The argument that, unlike blood alcohol content, evidence of texting while driving could be obtained through a subpoena or warrant served on the cell phone service provider is only true of messages that actually get sent or received. If the distracted driving occurs, as it most likely would, while the driver is in the process of texting rather than after the text is sent, that evidence wouldn’t be in the cell phone records. If the driver gets charged for messages sent to his phone, the bill will likely show when it was sent, but not necessarily when it was read.

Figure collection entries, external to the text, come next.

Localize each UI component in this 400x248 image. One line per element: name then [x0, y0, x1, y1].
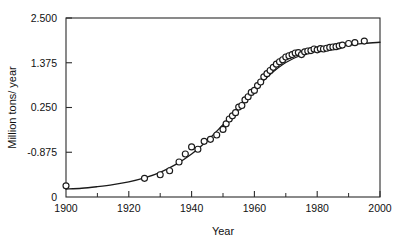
data-point	[220, 126, 226, 132]
data-point	[201, 138, 207, 144]
data-point	[182, 151, 188, 157]
data-point	[214, 132, 220, 138]
y-tick-label: 0	[51, 191, 57, 203]
data-point	[233, 110, 239, 116]
data-point	[63, 183, 69, 189]
y-axis-title: Million tons/ year	[6, 66, 18, 149]
data-point	[189, 144, 195, 150]
data-point	[346, 40, 352, 46]
data-point	[339, 42, 345, 48]
fit-curve	[66, 42, 380, 189]
data-point	[167, 168, 173, 174]
data-point	[352, 40, 358, 46]
y-tick-label: 0.250	[31, 101, 57, 113]
data-point	[195, 146, 201, 152]
y-tick-label: 2.500	[31, 12, 57, 24]
x-tick-label: 1940	[180, 202, 204, 214]
x-tick-label: 2000	[368, 202, 392, 214]
data-point	[157, 172, 163, 178]
data-point	[207, 136, 213, 142]
y-tick-label: -0.875	[27, 146, 57, 158]
y-tick-label: 1.375	[31, 57, 57, 69]
data-point	[142, 175, 148, 181]
x-tick-label: 1920	[117, 202, 141, 214]
x-tick-label: 1960	[243, 202, 267, 214]
data-point	[176, 159, 182, 165]
chart-figure: 0-0.8750.2501.3752.500190019201940196019…	[0, 0, 400, 248]
x-axis-title: Year	[212, 225, 235, 237]
data-point	[361, 38, 367, 44]
x-tick-label: 1900	[54, 202, 78, 214]
data-point	[239, 103, 245, 109]
x-tick-label: 1980	[306, 202, 330, 214]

As discussed last month, there’s judicial debate about the Fourth Amendment’s reasonable expectation of privacy as applied to cell phones.

But neither the Fourth nor the Fifth Amendments have precluded implied consent laws requiring drivers to submit to field sobriety and chemical tests of their blood alcohol.

Implied consent laws to combat distracted driving could be circumscribed, as the proposed New Jersey law, to what citizens and their representatives thought reasonably necessary to combat these preventable injuries and death. If we’re concerned about protecting teens, the war on drugs and gun violence takes a back seat to distracted driving.

You’re on the frontline of the carnage. What do you think?

As a state and federal prosecutor, Val’s trial work was featured on ABC’S PRIMETIME LIVE, Discovery Channel’s Justice Files, in USA Today, The National Enquirer and REDBOOK. Described by Calibre Press as “the indisputable master of entertrainment,” Val is now an international law enforcement trainer and writer. She’s had hundreds of articles published online and in print. She appears in person and on TV, radio, and video productions. When she’s not working, Val can be found flying her airplane with her retriever, a shotgun, a fly rod, and high aspirations. Contact Val at www.valvanbrocklin.com.